PETA Buys Stock in Pharmaceutical Firm Arrowhead, Calls for Ban on Chimpanzee Experiments

PETA wants Pasadena-based pharmaceutical company Arrowhead Research to join Merck, GlaxoSmithKline, Novo Nordisk, and other drug companies by pledging not to conduct, commission, or fund cruel experiments on chimpanzees and is taking its campaign to the boardroom.

For Immediate Release:
April 2, 2014

Contact:
Tasgola Bruner 202-483-7382

Pasadena, Calif.

PETA wants Pasadena-based pharmaceutical company Arrowhead Research to join Merck, GlaxoSmithKline, Novo Nordisk, and other drug companies by pledging not to conduct, commission, or fund cruel experiments on chimpanzees and is taking its campaign to the boardroom.

After a year of private discussions with Arrowhead that have failed to lead to meaningful change, PETA has purchased stock in the company so that it can attend the next shareholder meeting and make its case to executives and fellow owners.

In a 2013 experiment commissioned and funded by Arrowhead at the notorious Texas Biomedical Research Institute, a female chimpanzee was injected with an experimental drug to treat hepatitis B and underwent repeated painful biopsies during which pieces of her liver were removed. She was first infected with the hepatitis B virus (HBV) 35 years ago and has been locked in a laboratory and subjected to countless similar procedures since.

“Arrowhead’s recent commissioning of a cruel experiment in which a chimpanzee was forced to undergo painful procedures to remove pieces of her liver is ethically and scientifically unjustifiable,” says PETA Director of Laboratory Investigations Justin Goodman. “As a shareholder, PETA will push Arrowhead to take a stand against experiments such as this on chimpanzees that have been deemed unethical and unnecessary by many of its peers and the nation’s foremost scientific authorities.”

A landmark 2011 study by the Institute of Medicine found that “most current biomedical research use of chimpanzees is not necessary,” including for hepatitis B research. A subsequent report from the National Institutes of Health (NIH) agreed and concluded that “research involving chimpanzees has rarely accelerated new discoveries or the advancement of human health for infectious diseases.” As a result, the NIH has cut funding for the majority of federally funded biomedical experiments on chimpanzees and is retiring at least 310 of the 360 chimpanzees in laboratories.

Gilead Sciences, which currently has an HBV drug in clinical trials, previously commissioned experiments on chimpanzees but has since banned the practice, as have many others. The U.S. is the last country in the world that conducts invasive experiments on chimpanzees.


- **The problem**
The data below contains pictures, which are to be skipped; the lines starting at the line with "Image is 905x410 pixels." and ending at the line with "Image is 644x306 pixels." are to be output exactly, both ends included.

(Element data from apps and pages)
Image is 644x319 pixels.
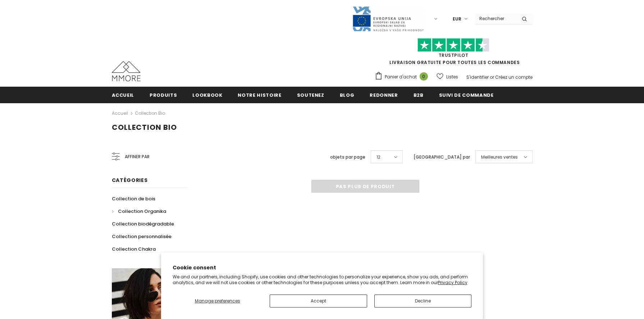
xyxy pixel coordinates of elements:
[446,73,458,81] span: Listes
[112,233,171,240] span: Collection personnalisée
[437,70,458,83] a: Listes
[490,74,494,80] span: or
[150,92,177,99] span: Produits
[453,16,461,23] span: EUR
[374,71,431,83] a: Panier d'achat 0
[112,205,166,218] a: Collection Organika
[438,279,467,285] a: Privacy Policy
[112,86,135,103] a: Accueil
[340,86,355,103] a: Blog
[495,74,532,80] a: Créez un compte
[150,86,177,103] a: Produits
[418,38,490,52] img: Faites confiance aux étoiles pilotes
[172,294,262,307] button: Manage preferences
[270,294,367,307] button: Accept
[439,52,469,58] a: TrustPilot
[374,294,472,307] button: Decline
[352,6,424,32] img: Javni Razpis
[475,13,516,24] input: Search Site
[297,86,324,103] a: soutenez
[376,153,380,161] span: 12
[237,86,281,103] a: Notre histoire
[112,246,156,252] span: Collection Chakra
[172,274,472,285] p: We and our partners, including Shopify, use cookies and other technologies to personalize your ex...
[413,92,424,99] span: B2B
[374,41,532,66] span: LIVRAISON GRATUITE POUR TOUTES LES COMMANDES
[192,86,222,103] a: Lookbook
[413,153,470,161] label: [GEOGRAPHIC_DATA] par
[112,92,135,99] span: Accueil
[112,195,155,202] span: Collection de bois
[112,61,140,81] img: Cas MMORE
[112,218,174,230] a: Collection biodégradable
[466,74,489,80] a: S'identifier
[439,86,493,103] a: Suivi de commande
[112,192,155,205] a: Collection de bois
[172,264,472,271] h2: Cookie consent
[413,86,424,103] a: B2B
[340,92,355,99] span: Blog
[192,92,222,99] span: Lookbook
[112,230,171,243] a: Collection personnalisée
[385,73,417,81] span: Panier d'achat
[112,122,177,132] span: Collection Bio
[439,92,493,99] span: Suivi de commande
[420,72,428,81] span: 0
[112,109,128,118] a: Accueil
[118,208,166,215] span: Collection Organika
[370,86,398,103] a: Redonner
[195,298,240,304] span: Manage preferences
[125,153,150,161] span: Affiner par
[297,92,324,99] span: soutenez
[481,153,518,161] span: Meilleures ventes
[237,92,281,99] span: Notre histoire
[352,16,424,21] a: Javni Razpis
[370,92,398,99] span: Redonner
[112,243,156,255] a: Collection Chakra
[112,220,174,227] span: Collection biodégradable
[135,110,165,116] a: Collection Bio
[330,153,365,161] label: objets par page
[112,176,148,184] span: Catégories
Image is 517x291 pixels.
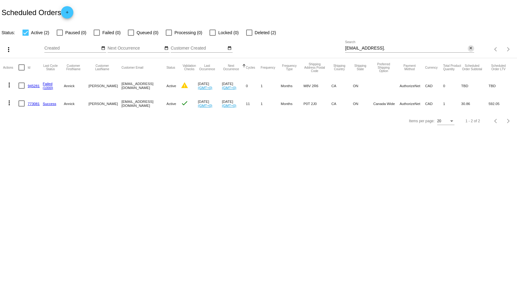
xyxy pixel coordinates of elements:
mat-cell: TBD [462,77,489,95]
a: 773081 [28,102,40,106]
button: Change sorting for Cycles [246,66,255,69]
mat-icon: date_range [164,46,169,51]
button: Change sorting for LifetimeValue [489,64,509,71]
button: Change sorting for CustomerEmail [121,66,143,69]
mat-cell: AuthorizeNet [400,77,426,95]
mat-cell: 30.86 [462,95,489,113]
span: Processing (0) [175,29,202,36]
button: Change sorting for Subtotal [462,64,483,71]
mat-cell: 0 [443,77,462,95]
mat-header-cell: Actions [3,58,19,77]
button: Change sorting for FrequencyType [281,64,298,71]
span: Active [167,84,176,88]
input: Customer Created [171,46,226,51]
mat-cell: CAD [426,95,444,113]
mat-cell: TBD [489,77,514,95]
a: 945281 [28,84,40,88]
button: Clear [468,45,475,52]
mat-cell: [PERSON_NAME] [88,95,121,113]
mat-cell: 1 [261,77,281,95]
button: Change sorting for Status [167,66,175,69]
mat-header-cell: Total Product Quantity [443,58,462,77]
span: Status: [2,30,15,35]
mat-cell: AuthorizeNet [400,95,426,113]
button: Previous page [490,115,503,127]
mat-icon: date_range [228,46,232,51]
mat-icon: date_range [101,46,105,51]
mat-cell: 11 [246,95,261,113]
mat-cell: P0T 2J0 [304,95,331,113]
button: Change sorting for CustomerLastName [88,64,116,71]
button: Change sorting for NextOccurrenceUtc [222,64,241,71]
button: Change sorting for Frequency [261,66,275,69]
mat-cell: [EMAIL_ADDRESS][DOMAIN_NAME] [121,77,167,95]
mat-cell: ON [353,95,373,113]
h2: Scheduled Orders [2,6,73,19]
mat-icon: close [469,46,473,51]
mat-cell: [PERSON_NAME] [88,77,121,95]
button: Change sorting for PaymentMethod.Type [400,64,420,71]
mat-cell: [EMAIL_ADDRESS][DOMAIN_NAME] [121,95,167,113]
mat-cell: ON [353,77,373,95]
input: Next Occurrence [108,46,163,51]
button: Next page [503,43,515,56]
div: Items per page: [409,119,435,123]
mat-cell: [DATE] [198,95,222,113]
mat-cell: CAD [426,77,444,95]
div: 1 - 2 of 2 [466,119,480,123]
a: Failed [43,82,53,86]
mat-icon: more_vert [5,46,12,53]
span: Locked (0) [218,29,239,36]
a: (GMT+0) [222,86,237,90]
mat-cell: M8V 2R6 [304,77,331,95]
span: Failed (0) [102,29,121,36]
button: Change sorting for ShippingCountry [331,64,348,71]
mat-cell: 0 [246,77,261,95]
button: Change sorting for PreferredShippingOption [373,63,394,73]
mat-cell: 592.05 [489,95,514,113]
mat-cell: 1 [261,95,281,113]
mat-cell: Months [281,77,304,95]
mat-icon: warning [181,82,188,89]
mat-cell: [DATE] [222,95,246,113]
mat-icon: add [64,10,71,18]
span: 20 [438,119,442,123]
span: Queued (0) [137,29,158,36]
button: Change sorting for CurrencyIso [426,66,438,69]
a: (1000) [43,86,53,90]
button: Change sorting for LastOccurrenceUtc [198,64,216,71]
mat-icon: more_vert [6,99,13,107]
mat-cell: [DATE] [222,77,246,95]
button: Change sorting for ShippingPostcode [304,63,326,73]
mat-icon: check [181,100,188,107]
mat-cell: Months [281,95,304,113]
mat-cell: 1 [443,95,462,113]
span: Paused (0) [65,29,86,36]
a: (GMT+0) [198,104,212,108]
mat-cell: Canada Wide [373,95,400,113]
button: Change sorting for CustomerFirstName [64,64,83,71]
button: Next page [503,115,515,127]
span: Active [167,102,176,106]
span: Active (2) [31,29,49,36]
mat-cell: CA [331,95,353,113]
button: Change sorting for LastProcessingCycleId [43,64,58,71]
mat-cell: Annick [64,77,88,95]
button: Change sorting for ShippingState [353,64,368,71]
a: (GMT+0) [222,104,237,108]
span: Deleted (2) [255,29,276,36]
mat-icon: more_vert [6,81,13,89]
mat-cell: Annick [64,95,88,113]
input: Created [44,46,100,51]
a: (GMT+0) [198,86,212,90]
button: Change sorting for Id [28,66,30,69]
mat-header-cell: Validation Checks [181,58,198,77]
button: Previous page [490,43,503,56]
mat-cell: CA [331,77,353,95]
mat-select: Items per page: [438,119,455,124]
input: Search [345,46,468,51]
a: Success [43,102,56,106]
mat-cell: [DATE] [198,77,222,95]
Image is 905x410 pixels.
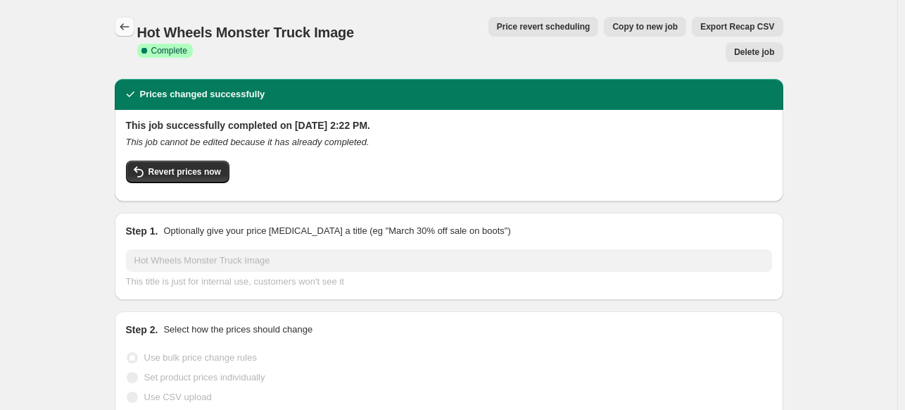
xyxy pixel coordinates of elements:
[148,166,221,177] span: Revert prices now
[126,249,772,272] input: 30% off holiday sale
[144,372,265,382] span: Set product prices individually
[137,25,355,40] span: Hot Wheels Monster Truck Image
[126,322,158,336] h2: Step 2.
[497,21,590,32] span: Price revert scheduling
[725,42,782,62] button: Delete job
[126,118,772,132] h2: This job successfully completed on [DATE] 2:22 PM.
[604,17,686,37] button: Copy to new job
[692,17,782,37] button: Export Recap CSV
[734,46,774,58] span: Delete job
[126,137,369,147] i: This job cannot be edited because it has already completed.
[151,45,187,56] span: Complete
[612,21,678,32] span: Copy to new job
[140,87,265,101] h2: Prices changed successfully
[126,160,229,183] button: Revert prices now
[163,322,312,336] p: Select how the prices should change
[126,276,344,286] span: This title is just for internal use, customers won't see it
[144,352,257,362] span: Use bulk price change rules
[126,224,158,238] h2: Step 1.
[115,17,134,37] button: Price change jobs
[144,391,212,402] span: Use CSV upload
[488,17,599,37] button: Price revert scheduling
[700,21,774,32] span: Export Recap CSV
[163,224,510,238] p: Optionally give your price [MEDICAL_DATA] a title (eg "March 30% off sale on boots")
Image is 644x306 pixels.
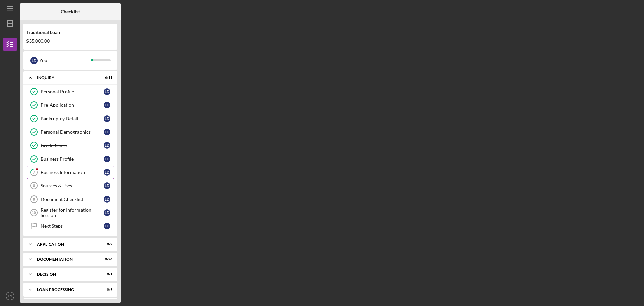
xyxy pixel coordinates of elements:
[4,289,17,302] button: LD
[40,129,103,135] div: Personal Demographics
[40,142,103,148] div: Credit Score
[27,139,114,152] a: Credit ScoreLD
[27,206,114,219] a: 10Register for Information SessionLD
[40,183,103,188] div: Sources & Uses
[60,9,80,14] b: Checklist
[37,287,96,292] div: Loan Processing
[103,88,110,95] div: L D
[37,242,96,246] div: Application
[32,197,34,201] tspan: 9
[27,152,114,165] a: Business ProfileLD
[103,168,110,175] div: L D
[103,155,110,162] div: L D
[27,125,114,139] a: Personal DemographicsLD
[27,192,114,206] a: 9Document ChecklistLD
[103,182,110,189] div: L D
[39,55,91,66] div: You
[27,112,114,125] a: Bankruptcy DetailLD
[100,242,113,246] div: 0 / 9
[100,287,113,292] div: 0 / 9
[100,76,113,79] div: 6 / 11
[32,170,35,174] tspan: 7
[37,273,96,276] div: Decision
[40,169,103,175] div: Business Information
[27,179,114,192] a: 8Sources & UsesLD
[100,257,113,261] div: 0 / 26
[100,273,113,276] div: 0 / 1
[27,165,114,179] a: 7Business InformationLD
[103,115,110,121] div: L D
[40,156,103,162] div: Business Profile
[40,207,103,218] div: Register for Information Session
[103,196,110,203] div: L D
[26,38,115,44] div: $35,000.00
[32,210,35,214] tspan: 10
[32,184,34,187] tspan: 8
[103,101,110,108] div: L D
[40,196,103,202] div: Document Checklist
[103,142,110,148] div: L D
[37,76,96,79] div: Inquiry
[26,30,115,34] div: Traditional Loan
[40,116,103,121] div: Bankruptcy Detail
[103,128,110,135] div: L D
[37,257,96,261] div: Documentation
[103,223,110,230] div: L D
[27,219,114,232] a: Next StepsLD
[40,89,103,95] div: Personal Profile
[103,209,110,216] div: L D
[40,223,103,229] div: Next Steps
[27,98,114,112] a: Pre-ApplicationLD
[8,294,12,297] text: LD
[31,57,37,64] div: L D
[40,102,103,108] div: Pre-Application
[27,85,114,98] a: Personal ProfileLD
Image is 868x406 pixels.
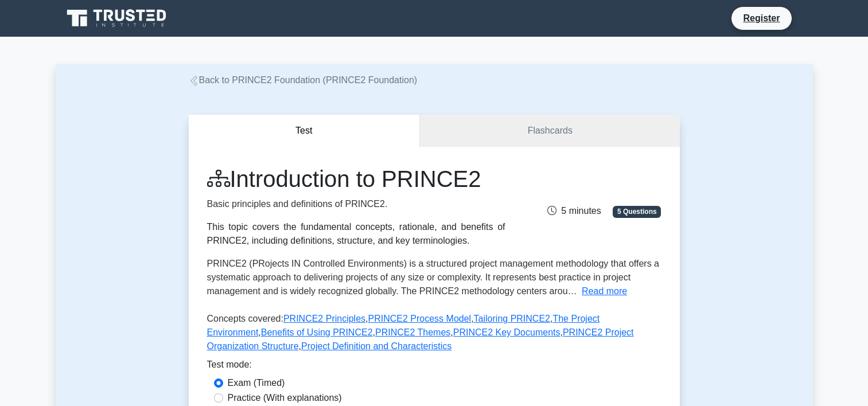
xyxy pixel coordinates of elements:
[368,314,472,323] a: PRINCE2 Process Model
[375,327,450,337] a: PRINCE2 Themes
[582,284,627,298] button: Read more
[207,220,505,248] div: This topic covers the fundamental concepts, rationale, and benefits of PRINCE2, including definit...
[613,206,661,217] span: 5 Questions
[207,259,660,296] span: PRINCE2 (PRojects IN Controlled Environments) is a structured project management methodology that...
[189,75,418,85] a: Back to PRINCE2 Foundation (PRINCE2 Foundation)
[474,314,550,323] a: Tailoring PRINCE2
[207,165,505,193] h1: Introduction to PRINCE2
[207,327,634,351] a: PRINCE2 Project Organization Structure
[189,115,421,147] button: Test
[228,376,285,390] label: Exam (Timed)
[547,206,601,216] span: 5 minutes
[207,358,661,376] div: Test mode:
[283,314,365,323] a: PRINCE2 Principles
[207,197,505,211] p: Basic principles and definitions of PRINCE2.
[228,391,342,405] label: Practice (With explanations)
[261,327,373,337] a: Benefits of Using PRINCE2
[736,11,787,25] a: Register
[420,115,679,147] a: Flashcards
[301,341,451,351] a: Project Definition and Characteristics
[453,327,560,337] a: PRINCE2 Key Documents
[207,312,661,358] p: Concepts covered: , , , , , , , ,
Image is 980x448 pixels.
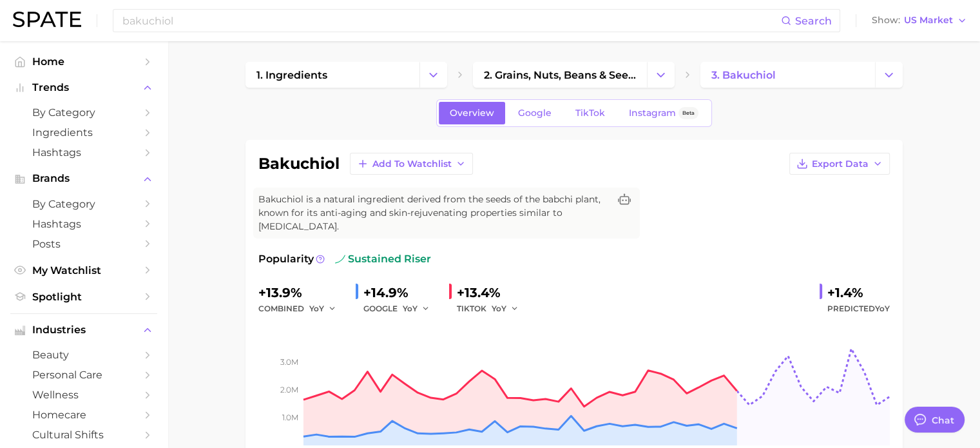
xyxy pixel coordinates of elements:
[629,108,676,119] span: Instagram
[373,159,452,170] span: Add to Watchlist
[491,303,506,314] span: YoY
[363,282,439,303] div: +14.9%
[10,424,157,444] a: cultural shifts
[484,69,636,81] span: 2. grains, nuts, beans & seeds products
[32,429,135,441] span: cultural shifts
[403,303,418,314] span: YoY
[10,78,157,97] button: Trends
[309,303,324,314] span: YoY
[795,15,832,27] span: Search
[646,62,674,88] button: Change Category
[10,365,157,385] a: personal care
[32,218,135,230] span: Hashtags
[565,102,616,124] a: TikTok
[789,153,890,175] button: Export Data
[258,282,345,303] div: +13.9%
[827,301,890,317] span: Predicted
[258,301,345,317] div: combined
[904,17,953,24] span: US Market
[10,142,157,162] a: Hashtags
[32,82,135,94] span: Trends
[13,12,81,27] img: SPATE
[10,123,157,142] a: Ingredients
[10,385,157,404] a: wellness
[457,301,528,317] div: TIKTOK
[10,234,157,254] a: Posts
[457,282,528,303] div: +13.4%
[32,198,135,210] span: by Category
[419,62,447,88] button: Change Category
[32,324,135,336] span: Industries
[812,159,869,170] span: Export Data
[32,348,135,361] span: beauty
[518,108,551,119] span: Google
[32,146,135,159] span: Hashtags
[335,251,431,266] span: sustained riser
[10,286,157,307] a: Spotlight
[403,301,430,317] button: YoY
[32,106,135,119] span: by Category
[32,388,135,401] span: wellness
[32,408,135,421] span: homecare
[10,103,157,123] a: by Category
[10,169,157,188] button: Brands
[256,69,327,81] span: 1. ingredients
[827,282,890,303] div: +1.4%
[32,126,135,139] span: Ingredients
[439,102,505,124] a: Overview
[121,10,781,32] input: Search here for a brand, industry, or ingredient
[449,108,494,119] span: Overview
[875,62,903,88] button: Change Category
[576,108,605,119] span: TikTok
[32,238,135,250] span: Posts
[32,291,135,303] span: Spotlight
[618,102,709,124] a: InstagramBeta
[10,345,157,365] a: beauty
[258,193,609,233] span: Bakuchiol is a natural ingredient derived from the seeds of the babchi plant, known for its anti-...
[258,156,339,171] h1: bakuchiol
[32,264,135,277] span: My Watchlist
[309,301,337,317] button: YoY
[10,261,157,280] a: My Watchlist
[32,173,135,185] span: Brands
[872,17,900,24] span: Show
[700,62,874,88] a: 3. bakuchiol
[10,52,157,72] a: Home
[363,301,439,317] div: GOOGLE
[246,62,419,88] a: 1. ingredients
[10,404,157,424] a: homecare
[258,251,314,266] span: Popularity
[711,69,776,81] span: 3. bakuchiol
[869,13,970,29] button: ShowUS Market
[335,254,345,264] img: sustained riser
[491,301,520,317] button: YoY
[350,153,473,175] button: Add to Watchlist
[32,368,135,381] span: personal care
[10,320,157,340] button: Industries
[10,194,157,214] a: by Category
[10,214,157,234] a: Hashtags
[682,108,694,119] span: Beta
[32,55,135,68] span: Home
[507,102,562,124] a: Google
[875,303,890,313] span: YoY
[473,62,646,88] a: 2. grains, nuts, beans & seeds products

- **Answer below**
Image is 905x410 pixels.
xyxy pixel coordinates of elements:
[148,166,221,177] span: Revert prices now
[126,249,772,272] input: 30% off holiday sale
[144,372,265,382] span: Set product prices individually
[137,25,355,40] span: Hot Wheels Monster Truck Image
[126,322,158,336] h2: Step 2.
[497,21,590,32] span: Price revert scheduling
[725,42,782,62] button: Delete job
[126,118,772,132] h2: This job successfully completed on [DATE] 2:22 PM.
[604,17,686,37] button: Copy to new job
[692,17,782,37] button: Export Recap CSV
[734,46,774,58] span: Delete job
[126,137,369,147] i: This job cannot be edited because it has already completed.
[151,45,187,56] span: Complete
[612,21,678,32] span: Copy to new job
[140,87,265,101] h2: Prices changed successfully
[126,160,229,183] button: Revert prices now
[163,322,312,336] p: Select how the prices should change
[126,276,344,286] span: This title is just for internal use, customers won't see it
[144,352,257,362] span: Use bulk price change rules
[126,224,158,238] h2: Step 1.
[115,17,134,37] button: Price change jobs
[144,391,212,402] span: Use CSV upload
[488,17,599,37] button: Price revert scheduling
[700,21,774,32] span: Export Recap CSV
[163,224,510,238] p: Optionally give your price [MEDICAL_DATA] a title (eg "March 30% off sale on boots")
Image is 644x306 pixels.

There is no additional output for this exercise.